How Come Every Modality Promises It Is THE Answer?
Why it's a false promise and what to focus on instead
A big mistake, made by both practitioners and those seeking help, is to fixate on the modality or type of therapy.
To do so is to get overly interested in the mode of transport rather than the destination itself.
There are lots of therapies out there. Hundreds, in fact.
Let’s say you’re a practitioner and there’s a client or two you’re struggling with. You go and talk to other practitioners and ask: “How do I get the kind of results here that I’m getting with others?”
And someone will say, “Oh, I used to have that problem too. I started using this approach, and it’s really helped.” And they’ll name a therapy model.
It works the same way for your own personal development. You’re reading, listening to podcasts, talking to people, and someone says, “I had that problem too, and the thing that worked for me was…” And they also name a therapy model.
So whether you’re looking at this for yourself or to become a more effective practitioner, you’re facing the same situation: people tell you that the answer is this particular mode of transport.
Here’s why this is the wrong way to think about it.
Let’s say you’ve always wanted to go to London. You’ve never been, you’ve tried different ways of getting there, but you’ve never made it.
Then you meet someone who says, “I had a lovely weekend, I’ve just been to London.”
So you say, “Wow, I’ve always wanted to go to London. I’ve never figured out how to get there.”
And they say, “Well, let me sort that out for you. I got the train!”
Brilliant. The train is the answer.
So you go to a railway station, you see a train, and you think: woohoo, London here I come!
You jump on the train - and you end up in Aberdeen.
What on Earth happened?
You jumped on a train - the thing they said was the answer.
But it turns out that the driver was going to a completely different destination.
By fixating on the mode of transport, you missed that the more important thing was where it was headed.

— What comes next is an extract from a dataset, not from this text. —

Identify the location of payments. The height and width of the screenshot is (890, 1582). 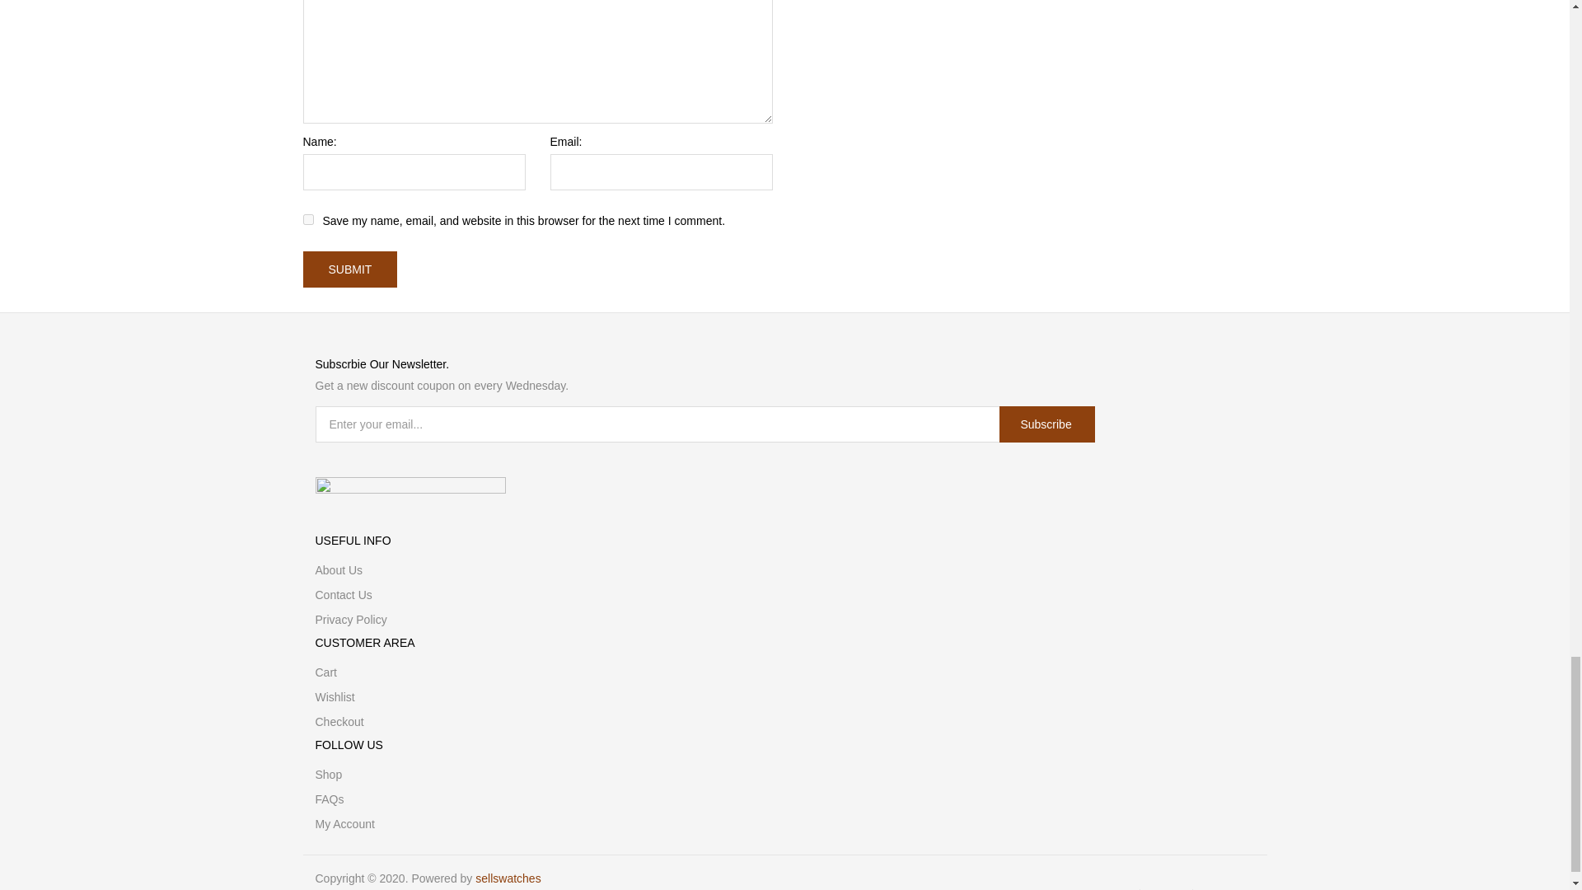
(410, 486).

Someone successfully got to London by taking the train. So, understandably, you think the train is the answer. Just as we think a particular therapy approach is the answer.
But what makes the difference isn’t the train itself. But whether it is driven in such a way that it ends up in London.
The important thing isn’t the mode of transport. It’s where that mode of transport is headed.
Because whatever therapy approach you use, it’s pointless if it doesn’t take you to the destination you need.
A former therapy teacher used to say to me that therapy is a process, not an event. A journey, not a destination.
This is wrong.
Transformational therapy is not just a journey or a process. It must arrive at a specific destination and so trigger an event.
For any change that involves updating emotional learning, that event is memory reconsolidation. It is the only known brain mechanism capable of functionally erasing old emotional learnings that hold us back.
If you ever learn a new therapy model, they’ll likely tell you that this modality is THE way to do it. Forget everything else.
It’s like how trainspotters say it’s all about trains, and car enthusiasts say the car is where it’s at.
But like the journey to London that ended in Aberdeen, it’s the wrong focus. Worse, it assumes that other modalities couldn’t possibly get you there. This limits your therapeutic agility and freedom.
It promises potency. But not only does it fail to deliver, it also restricts your confidence in the approaches you already know.
Inside the Memory Reconsolidation Elite Coaching Academy, this preoccupation with modalities is replaced by an emphasis on what the brain needs from your sessions to trigger transformational change.
It casts off the idea that this or that approach is the only way. There are many ways. A relentless focus on getting to the right destination is what gets you there - however you travel.
If you’d like to master how to get consistent client transformations for your clients, find out more about the Memory Reconsolidation Elite Coaching Academy here.